197March 7, 2024The names

Icelandic Conceptual artist Hreinn Friðfinnsson, known for his playful, poetic works incorporating everyday objects, has died at the age of eighty-one. Considered one of Iceland’s leading artists, Friðfinnsson for seventy years explored issues of time, self, and perception via a practice encompassing performance, sculpture, photography, drawing, and installation. Employing materials that varied widely in scale and substance, he created works that are often physically spare but highly lyrical and emotionally resonant, transcending their humble origins and seemingly commonplace subjects.

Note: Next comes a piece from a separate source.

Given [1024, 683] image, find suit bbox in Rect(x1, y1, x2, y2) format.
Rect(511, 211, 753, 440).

Born in 1943 in Baer Dölum, Iceland, Friðfinnsson was raised on a farmstead. As a youth, he was a compulsive illustrator, cranking out pictures of wild animals while perched atop a hay bale. “For as long as I remember, I had this obsession,” he told the websiteHit Icelandin 2017. “I was constantly drawing and consuming anything related to art.” Friðfinnsson enrolled in the Icelandic College of Arts and Crafts at the age of fifteen, graduating in 1958. Shortly thereafter, he met Dieter Roth, who had moved to Iceland in the late 1950s. Friðfinnsson in the mid-1960s helped to found the avant-garde group SÚM, which eschewed the landscapes and abstractions that were locally popular at the time in favor of art influenced by Pop and the readymades of Duchamp. Roth and Friðfinnsson worked with the modernist group to present exhibitions in Reykjavík, the country’s capital.

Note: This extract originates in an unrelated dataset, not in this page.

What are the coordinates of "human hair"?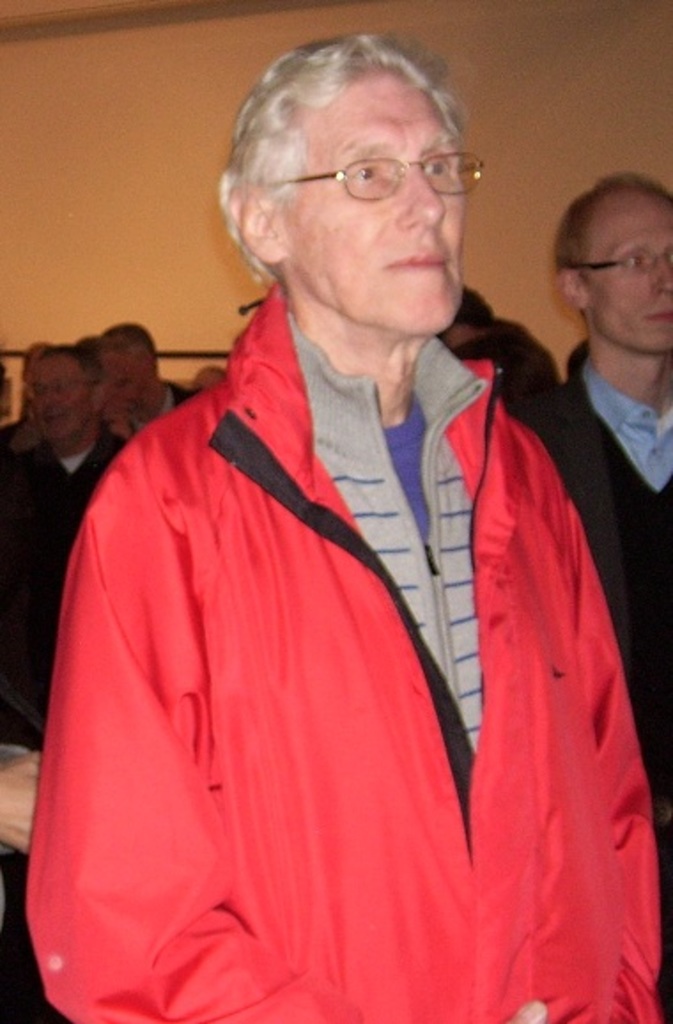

In 1971, Friðfinnsson moved to Amsterdam, where he would remain for the rest of his life. It was here that he turned to Conceptual art, initially relying on photographs to “visualize the invisible,” as Miriam Rosen wrote in a 1991 issue of Artforum, with works themed around folklore, literature, and dreams. He soon turned to a broader array of materials that would eventually include such diverse items as fossils, envelopes, chicken wire, wood, fake crystals, Play-Doh, and cardboard. A notable early Amsterdam work is First House, 1974, an inside-out cottage constructed on a remote site that conjured the paradoxes of Bertrand Russell (“the set of all sets that do not contain themselves”). Its interior clad in corrugated iron and the exterior covered in wallpaper, “the house suddenly becomes infinitely large, containing everything in the universe, except itself,” wrote Adam Jasper in a 2019 issue of Artforum.
Friðfinnsson expanded his oeuvre to incorporate Claude glass and mirrors, which he deployed in photographic series. Fascinated by irrational numbers and the Fibonacci sequence, he created assemblages centered around them. Time remained an enduring concern, as revealed in his 2007 solo exhibition at London’s Serpentine Gallery. “Notions of time are always compelling,” he affirmed. “I read what comes my way about physics and mathematics, but I read as one who is uninitiated. The feeling and the interest in the essence of time is serious, but my dealing with time is not knowledge-based; it is more exploratory and feeling-based.”
In addition to his exhibition at Serpentine, Friðfinnsson enjoyed solo shows of his work at institutions including the National Gallery, Reykjavík; Bergen Konsthall, Norway; Malmö Konsthall, Sweden; Magasin-Centre National d’Art Contemporain, Grenoble, France; and Kyoto Art Center, Japan. A major retrospective of his work, “To Catch a Fish with a Song: 1964–Today” opened at the Centre d’Art Contemporain, Geneva, in 2019 before traveling to KW Institute of Contemporary Art, Berlin, which co-organized the exhibition. Friðfinnsson represented Iceland at the Venice Biennale in 1993, and in 2000, he was awarded the Ars Fennica Prize, Finland’s largest and most prestigious art award.